Video: Who's Who in Outer Space
Yetis, Daleks and a changeable klutz win a big following
His normal body temperature is a cool 60° F. He has two hearts and is more than 750 years old. An expatriate from the planet Gallifrey, home of the Time Lords, he shuttles through centuries and galaxies in the TARDIS (Time and Relative Dimensions in Space machine), which is somehow contained inside a British police call box. Occasionally he and his young assistants touch down on a planet that looks suspiciously like the English countryside to battle the sinister forces of evil. Who is he?
Doctor Who, of course. Since the broadcast of his first BBC television episode on Nov. 23, 1963, the Doctor has become the hero of the world's oldest continuing science-fiction series. An estimated 100 million viewers in 54 countries from Australia to Zambia have followed his exploits in 602 episodes. In the U.S., the show has developed a cult following on the order of Star Trek.
The premise of the series is as eccentric as its plots: rather than rule his stodgy fellow Time Lords, Doctor Who opts for the carefree life of a roving extraterrestrial. Nevertheless, he is a klutz who frequently pratfalls into time-dimensional danger. The Doctor has one life, but can regenerate up to twelve new existences, for a total of 13. Each time the actor portraying the Doctor leaves the show, which is every few years, a new one appears, complete with new male sidekicks and female fellow travelers. The different Doctors are explained by the character's ability to assume new shapes on demand.
Scarifying monsters add a dash of sci-fi glitz. They include Kronovores (creatures capable of devouring time), deadly Cybermen (decaying bodies encased in silver garb), the Yeti (a 9-ft.-tall carpet), the Anti-Matter Beast from Zeta-Minor (a bug-eyed sheet of aluminum wrap) and the Daleks, mobile robots who look like milk churns and scoot around intoning "Ex-ter-min-ate."
The result is an engagingly slapdash combination of idiosyncratic British humor, melodramatic plotting and cut-rate special effects, something like Star Trek as conceived by Monty Python. Although Doctor Who is sometimes considered a children's show, 60% of its 8 million British viewers are over 16. Says Sydney Newman, the former BBC drama chief who dreamed up the series: "It was never intended to be simply a children's program, but something that would appeal to people who were in a childlike frame of mind."
Doctor Who's American audience has grown steadily since 1978 to 9.5 million viewers today. The series appears on 112 U.S. commercial and public stations and has an enthusiastic college following. At least 10,000 students watch each episode shown on the TV station of the University of Illinois in Champaign-Urbana.
The program's popularity has spawned a slew of Who conventions. A two-day gathering held at Longleat, the Marquess of Bath's stately home in Wiltshire, drew 60,000 fans last Easter. A 20th-anniversary celebration of the series at Chicago's Hyatt Regency O'Hare in November attracted more than 7,000 aficionados. "Chicago has suddenly become the hotbed for Doctor Who, " says Rose Arias, 22, president of the Celestial Intervention Agency (CIA), a fan club for the program.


Your output should repeat the entries below exactly. It should contain no images.

| DATA IN THIS EXERCISE |
BEGIN

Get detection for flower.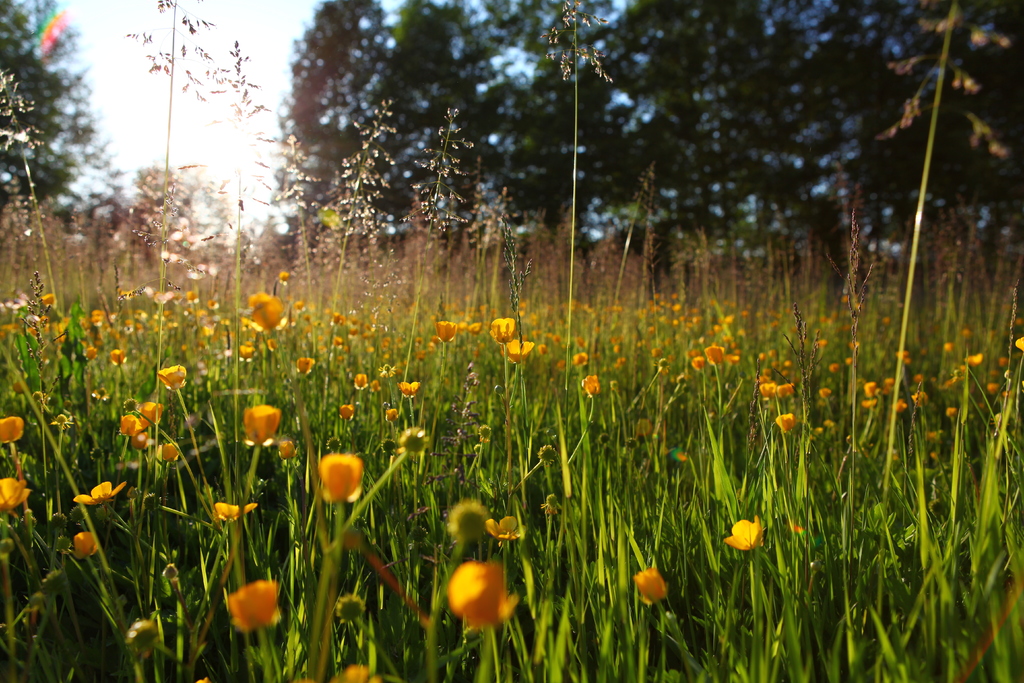
Detection: region(640, 567, 666, 598).
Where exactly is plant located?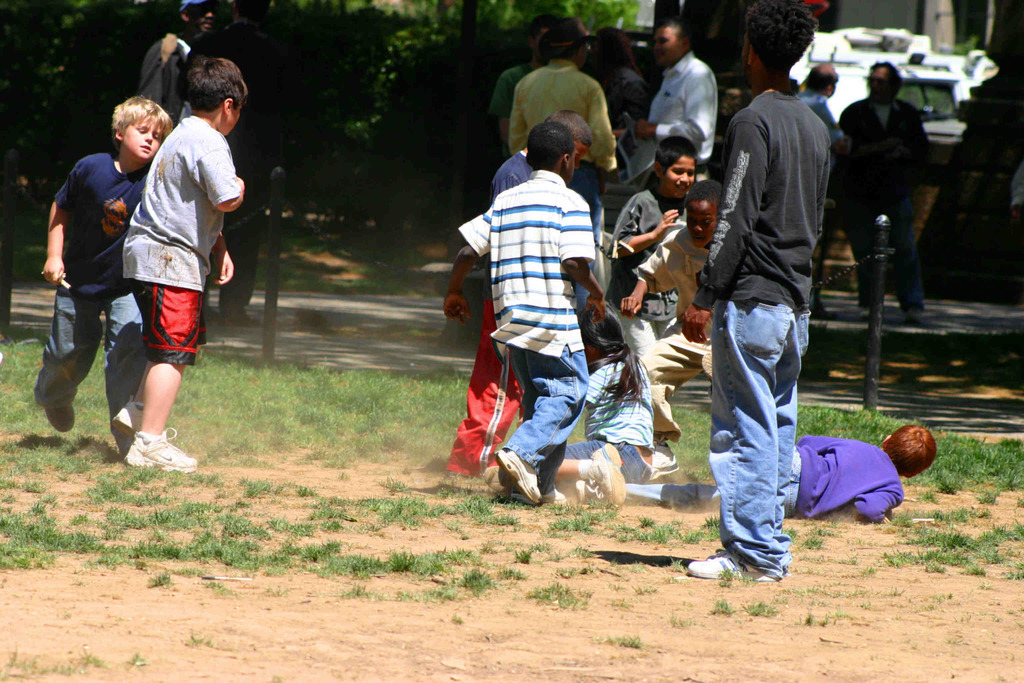
Its bounding box is <box>399,582,429,604</box>.
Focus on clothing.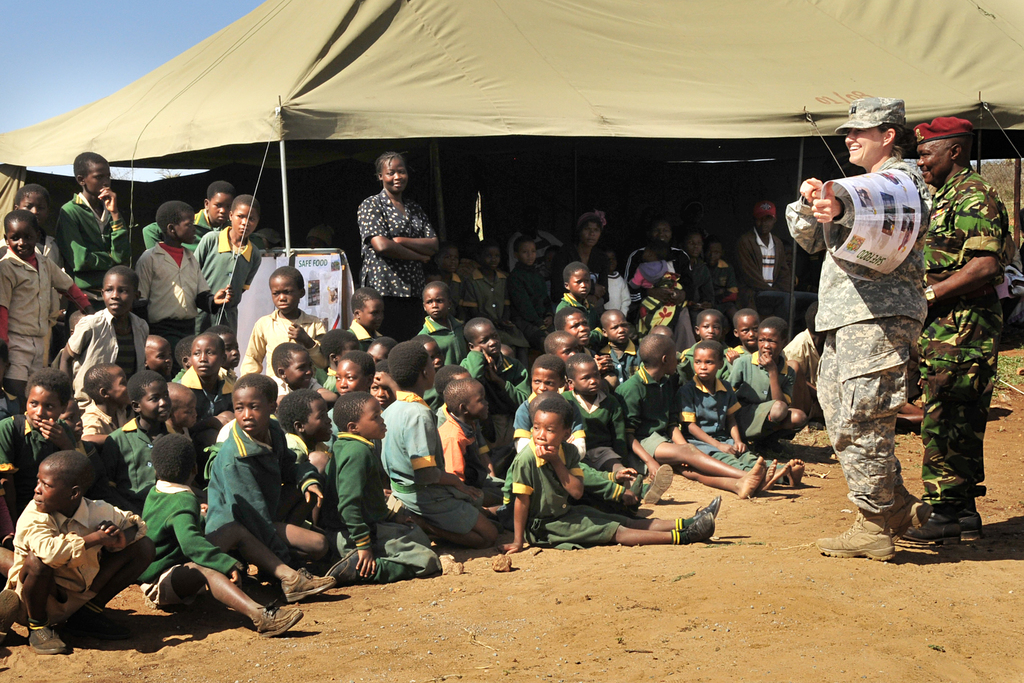
Focused at [921,166,1010,521].
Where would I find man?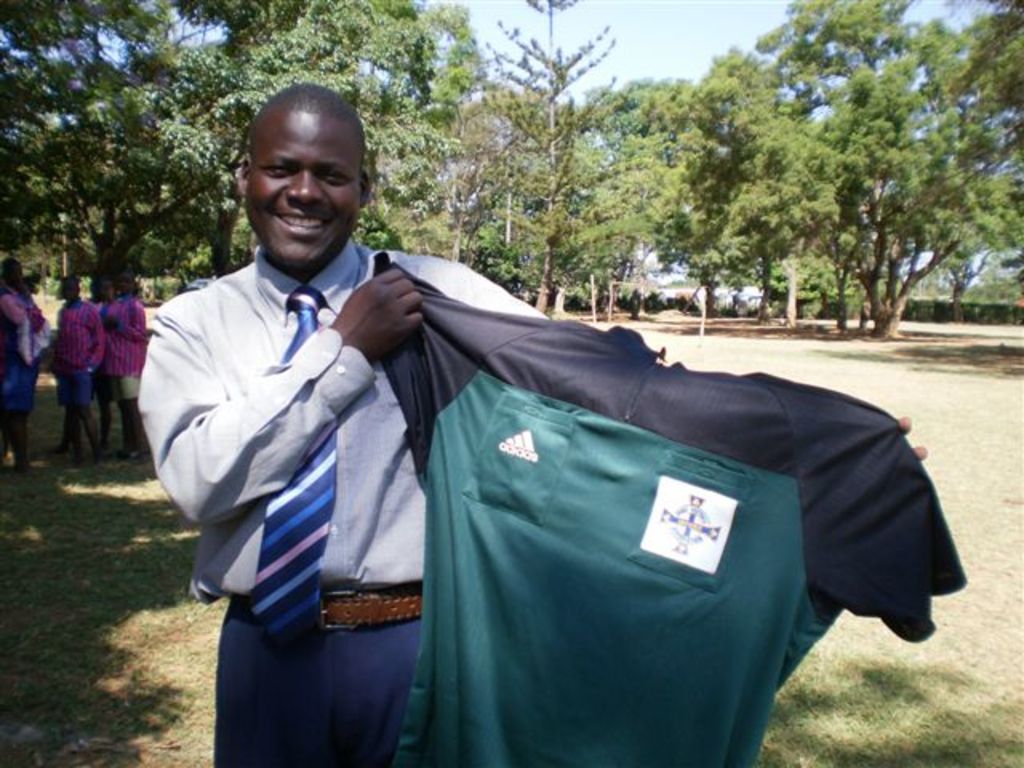
At box=[110, 275, 150, 456].
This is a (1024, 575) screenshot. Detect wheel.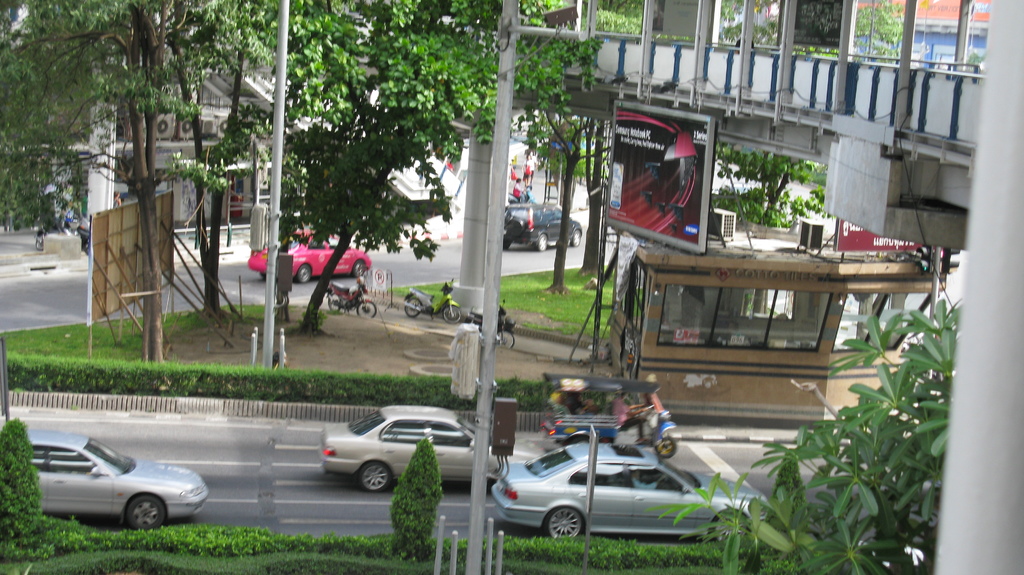
rect(500, 332, 517, 349).
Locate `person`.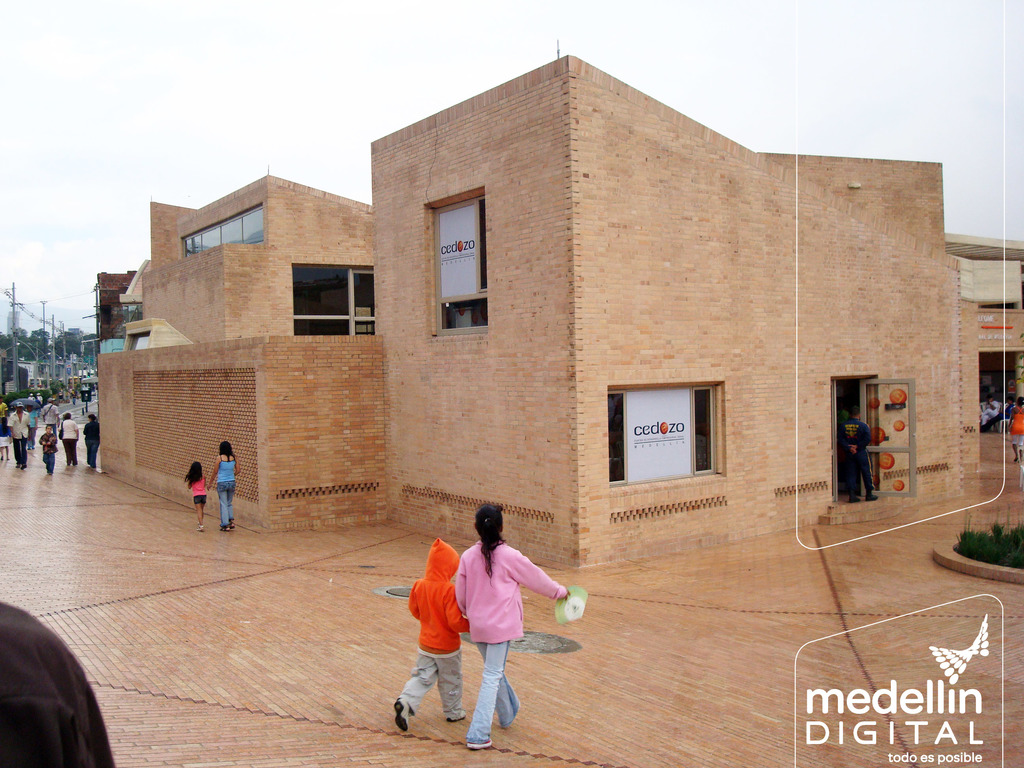
Bounding box: <region>63, 415, 86, 468</region>.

END

| WRITTEN RESPONSE |
Get detection for flower.
Detection: region(640, 567, 666, 598).
Where exactly is plant located?
Its bounding box is <box>399,582,429,604</box>.
Focus on clothing.
Focused at [921,166,1010,521].
Where would I find man?
At box=[110, 275, 150, 456].
This is a (1024, 575) screenshot. Detect wheel.
rect(500, 332, 517, 349).
Locate `person`.
Bounding box: <region>63, 415, 86, 468</region>.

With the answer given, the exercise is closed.